THE DUKE LORENZO

The Medici Chapel, Florence

Moreover, he held that this could be done without the use of symbolism. The simplest natural objects, transfigured by the artist-poet, would carry the profoundest truth.

Let us see how Michael Angelo proved his belief in the all-sufficiency of the art of sculpture in this respect. Choose two typical figures from the groups we are considering.

“Marble griefs, Hewn from a Titan’s heart,”

some one has called them. Say those of “[Dawn]” and “[Night].” Both are female nudes, and illustrate a vital feature in Michael Angelo’s technique—his preference for the male over the female form. The Greek sculptors before Praxiteles had the same preference. The male form made a more vital appeal to them than the female. With its infinitely greater variety of surface and its greater diversity of posture, it expressed more directly the vast complexity of human energies which their age had seen spring into being. Two thousand years later the times gave rise to thoughts no less profound and to emotions of no less intensity. And Michael Angelo found that they were too heavy a burden for a woman’s form to bear. That the full sentiment aroused by his conception of “[Night]” may find expression, the sculptor has lengthened the trunk and the limbs. He has twisted the torso upon the hips. He has added, as it were, a masculine character to the feminine form. He has treated the female nude in the male key. This is a direct reversion of the Praxitelean method by which profoundly beautiful sensuous effects were obtained through treating the male figure in the female key—the “Hermaphroditus,” for instance.

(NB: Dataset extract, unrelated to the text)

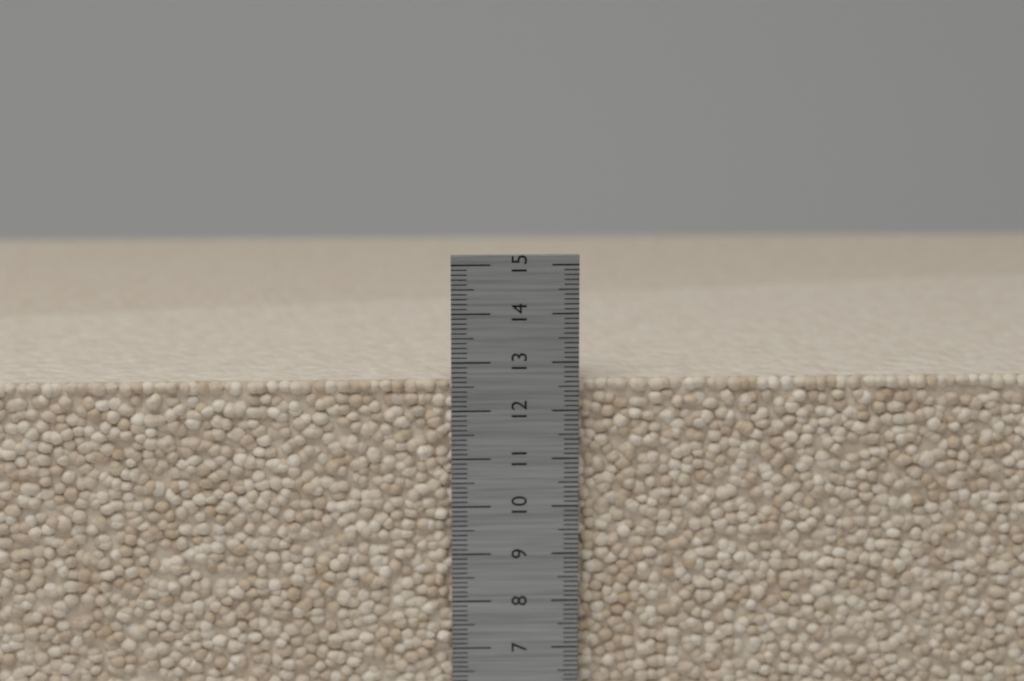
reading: 12.6 cm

And yet it cannot be denied that the Praxitelean method is what we should have expected Angelo to follow. If the figure of “[Dawn]” had conveyed nothing save the virgin fairness of form which Giorgione’s “Venus” at Dresden embodies, it would have been more in accord with the popular taste of the first quarter of the sixteenth century. As the political and social situation in Italy grew more desperate (and it was never more desperate than during the years in which the monuments in the Medici chapel were being carved) painting and sculpture had become more joyous. The themes which the artists treated became less and less religious and more and more pagan. This has always been the case. In times of the greatest stress, when the enemy is beating at the very gates, men cannot sustain the soul-tearing emotions which they welcome in their art during times of prosperity. The defeat of the Athenians at Ægospotami did not bring to birth a greater Æschylus who should give shape to the fearful emotions which the men of the earlier age had been spared. No! tragedy vanished. Comedy arose. So it was with sculpture. Men turned from the griefs of a Niobe and found consolation in the sheer sensuous beauty of Praxiteles’ “[Aphrodite].” They preferred the manly charms of Hermes to the awful sublimity embodied in the brow of Phidias’ Zeus. And so in our period, when the horrors which had overtaken the Greek cities were threatening their heirs in Italy, the same thing took place. We find that the typical work is not the brooding figure of “[Lorenzo of Urbino]” or the “[Night],” which Michael Angelo sculptured beneath the figure of Giuliano, but the melodious dreams that floated from the brush of a Correggio. At this very time Allegri was at work upon the decoration of the great chamber of the Abbess of the Convent of St. Paul, Parma. He chose to depict no titanic forms charged with emotion, but covered his ceiling with a vast trellis of vine-leaves and fruit, and in the oval apertures which these formed he placed his groups of genii toying with the implements of the chase. Correggio’s was the manner of his time. His end was sensuous delight and through it, not the dramatic, but the lyrical note, continually sounds.